The Question
Da’a’im al-Islam (‘The Pillars of Islam’) is the single most important book of law in the Dawoodi Bohra tradition. It was composed in the tenth century CE by al-Qadi al-Nu’man ibn Muhammad (d. 363 AH / 974 CE), the chief judge of the Fatimid state, and it became the official legal code of the Fatimid caliphate and, after the Tayyibi succession, the enduring foundation of Bohra fiqh in matters of worship, ritual, and transactions. The debate concerns how its authority is grounded: by what standard does a community know that the rulings in Da’a’im faithfully convey the teaching of the imams?
The question matters because different Shia traditions answer it with different methods. Twelver and Sunni jurisprudence built their reliability largely on isnad, the named chain of narrators by which a saying is traced back to the Prophet or an imam. Da’a’im, by contrast, presents its traditions without such chains and, in the reading of its critics, draws almost entirely on early authorities. Whether that method weakens or simply differs from isnad-based scholarship is the heart of the dispute.
The Twelver Critique
The Twelver critique, set out in Ali Azhar Arastu’s booklet examining the Ismaili imams and the Bohras, advances two linked observations. First, al-Qadi al-Nu’man served four Fatimid imam-caliphs, al-Mahdi, al-Qa’im, al-Mansur, and al-Mu’izz, across roughly fifty years, yet Da’a’im records no sayings transmitted from those living imams; the traditions it reports effectively halt at Imam Ja’far al-Sadiq and the earlier imams. From this the critique draws the claim that the Fatimid imams contributed no fresh juristic knowledge of their own, which it presents as inconsistent with the elevated status the Ismaili tradition assigns them. Second, the critique notes that Da’a’im gives no isnad, the documented chains of transmitters on which Twelver hadith criticism depends to test a report’s authenticity. Without such chains, the argument runs, the reliability of the collection cannot be verified by the ordinary tools of hadith scholarship. The critique frames these as questions about epistemology and method rather than about al-Nu’man’s personal learning, which it does not dispute.
The Ismaili-Tayyibi Response
The Ismaili-Tayyibi tradition presents Da’a’im’s authority in its own terms. In this account the book was not a private compilation but a state code prepared under the direct supervision of Imam al-Mu’izz li-Din Allah, who is held to have reviewed and authorized its contents; the imam’s sanction, on this view, supplies the authority that an isnad supplies elsewhere, because the living imam is himself the guarantor of right teaching. Ismaili epistemology rests on the principle of ta’lim, the authoritative instruction of the rightful imam of the age, rather than on the reconstruction of a transmission chain from the past. Because the imam’s knowledge is regarded as continuous and infused (the doctrine of ta’yid, divine support), a saying validated by him needs no external chain to certify it. The tradition further holds that al-Nu’man deliberately selected traditions accepted across the whole household of the Prophet rather than narrowly partisan reports, so as to build the law on a broad and shared foundation. The Quranic command to obey God, the Messenger, and ‘those vested with authority among you’ (4:59) is read as the warrant for this imam-centered method.
Scholarly Assessment
Mainstream academic historians treat Da’a’im as a deliberately constructed instrument of Fatimid statecraft rather than a hadith collection of the conventional type. Ismail Poonawala, the leading cataloguer of Ismaili literature, and Farhad Daftary, the field’s principal historian, describe it as the official code of an actually governing imamate, composed to standardize law across the empire, and they note that its omission of isnad reflects a coherent Ismaili theory of authority centered on the living imam rather than any failure of scholarship; on this reading its method differs from, but is not inferior to, isnad-based works. Scholars including Wilferd Madelung and Heinz Halm have likewise studied al-Nu’man as a careful jurist and historian whose voluminous writings shaped Fatimid institutions. Academics are clear that the underlying disagreement is a theological one about the basis of religious authority, which historical method can describe but cannot adjudicate; whether imam-sanction or documented isnad yields more reliable law is treated as a contested confessional question, not a settled finding.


Assigned task = Please print the records below word for word.

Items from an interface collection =

|---|

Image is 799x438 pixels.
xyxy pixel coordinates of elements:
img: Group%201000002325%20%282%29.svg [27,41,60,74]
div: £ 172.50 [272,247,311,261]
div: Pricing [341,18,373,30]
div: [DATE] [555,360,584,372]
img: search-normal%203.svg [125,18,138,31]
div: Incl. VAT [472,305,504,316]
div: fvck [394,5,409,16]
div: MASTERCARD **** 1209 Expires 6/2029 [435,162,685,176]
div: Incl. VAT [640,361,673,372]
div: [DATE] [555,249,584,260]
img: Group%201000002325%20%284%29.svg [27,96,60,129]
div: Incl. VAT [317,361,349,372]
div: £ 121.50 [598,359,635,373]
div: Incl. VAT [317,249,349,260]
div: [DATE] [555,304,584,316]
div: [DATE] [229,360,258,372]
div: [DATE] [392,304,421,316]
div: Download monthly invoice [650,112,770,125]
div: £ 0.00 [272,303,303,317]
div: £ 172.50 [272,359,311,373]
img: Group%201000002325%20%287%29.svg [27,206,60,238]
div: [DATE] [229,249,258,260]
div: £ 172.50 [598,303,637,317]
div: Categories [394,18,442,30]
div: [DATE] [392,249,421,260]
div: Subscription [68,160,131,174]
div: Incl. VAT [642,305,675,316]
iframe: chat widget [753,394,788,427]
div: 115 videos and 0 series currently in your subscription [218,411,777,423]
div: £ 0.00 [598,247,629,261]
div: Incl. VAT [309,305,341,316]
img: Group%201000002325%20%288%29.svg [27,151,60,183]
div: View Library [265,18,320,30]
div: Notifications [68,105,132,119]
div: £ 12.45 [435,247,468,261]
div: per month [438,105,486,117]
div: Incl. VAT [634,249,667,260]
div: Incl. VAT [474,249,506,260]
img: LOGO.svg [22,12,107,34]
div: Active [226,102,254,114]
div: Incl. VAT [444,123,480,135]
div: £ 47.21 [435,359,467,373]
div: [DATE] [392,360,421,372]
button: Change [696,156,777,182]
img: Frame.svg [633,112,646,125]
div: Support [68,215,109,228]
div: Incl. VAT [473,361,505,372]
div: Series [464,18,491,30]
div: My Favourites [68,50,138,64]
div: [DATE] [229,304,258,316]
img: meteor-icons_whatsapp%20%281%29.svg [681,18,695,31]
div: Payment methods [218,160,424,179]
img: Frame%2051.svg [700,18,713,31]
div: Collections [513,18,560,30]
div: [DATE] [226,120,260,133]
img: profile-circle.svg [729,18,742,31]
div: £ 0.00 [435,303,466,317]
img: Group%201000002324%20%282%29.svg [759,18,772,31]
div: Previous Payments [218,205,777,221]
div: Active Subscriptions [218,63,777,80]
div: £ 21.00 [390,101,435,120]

|---|

Your response =
Image is 799x438 pixels.
xyxy pixel coordinates of elements:
img: Group%201000002325%20%282%29.svg [27,41,60,74]
div: £ 172.50 [272,247,311,261]
div: Pricing [341,18,373,30]
div: [DATE] [555,360,584,372]
img: search-normal%203.svg [125,18,138,31]
div: Incl. VAT [472,305,504,316]
div: fvck [394,5,409,16]
div: MASTERCARD **** 1209 Expires 6/2029 [435,162,685,176]
div: Incl. VAT [640,361,673,372]
div: [DATE] [555,249,584,260]
img: Group%201000002325%20%284%29.svg [27,96,60,129]
div: Incl. VAT [317,361,349,372]
div: £ 121.50 [598,359,635,373]
div: Incl. VAT [317,249,349,260]
div: [DATE] [555,304,584,316]
div: [DATE] [229,360,258,372]
div: [DATE] [392,304,421,316]
div: Download monthly invoice [650,112,770,125]
div: £ 0.00 [272,303,303,317]
div: £ 172.50 [272,359,311,373]
img: Group%201000002325%20%287%29.svg [27,206,60,238]
div: [DATE] [229,249,258,260]
div: £ 172.50 [598,303,637,317]
div: Categories [394,18,442,30]
div: [DATE] [392,249,421,260]
div: Subscription [68,160,131,174]
div: Incl. VAT [642,305,675,316]
iframe: chat widget [753,394,788,427]
div: 115 videos and 0 series currently in your subscription [218,411,777,423]
div: £ 0.00 [598,247,629,261]
div: Incl. VAT [309,305,341,316]
img: Group%201000002325%20%288%29.svg [27,151,60,183]
div: View Library [265,18,320,30]
div: Notifications [68,105,132,119]
div: £ 12.45 [435,247,468,261]
div: per month [438,105,486,117]
div: Incl. VAT [634,249,667,260]
div: Incl. VAT [474,249,506,260]
img: LOGO.svg [22,12,107,34]
div: Active [226,102,254,114]
div: Incl. VAT [444,123,480,135]
div: £ 47.21 [435,359,467,373]
div: [DATE] [392,360,421,372]
button: Change [696,156,777,182]
img: Frame.svg [633,112,646,125]
div: Support [68,215,109,228]
div: Incl. VAT [473,361,505,372]
div: Series [464,18,491,30]
div: My Favourites [68,50,138,64]
div: [DATE] [229,304,258,316]
img: meteor-icons_whatsapp%20%281%29.svg [681,18,695,31]
div: Payment methods [218,160,424,179]
img: Frame%2051.svg [700,18,713,31]
div: Collections [513,18,560,30]
div: [DATE] [226,120,260,133]
img: profile-circle.svg [729,18,742,31]
div: £ 0.00 [435,303,466,317]
img: Group%201000002324%20%282%29.svg [759,18,772,31]
div: Previous Payments [218,205,777,221]
div: Active Subscriptions [218,63,777,80]
div: £ 21.00 [390,101,435,120]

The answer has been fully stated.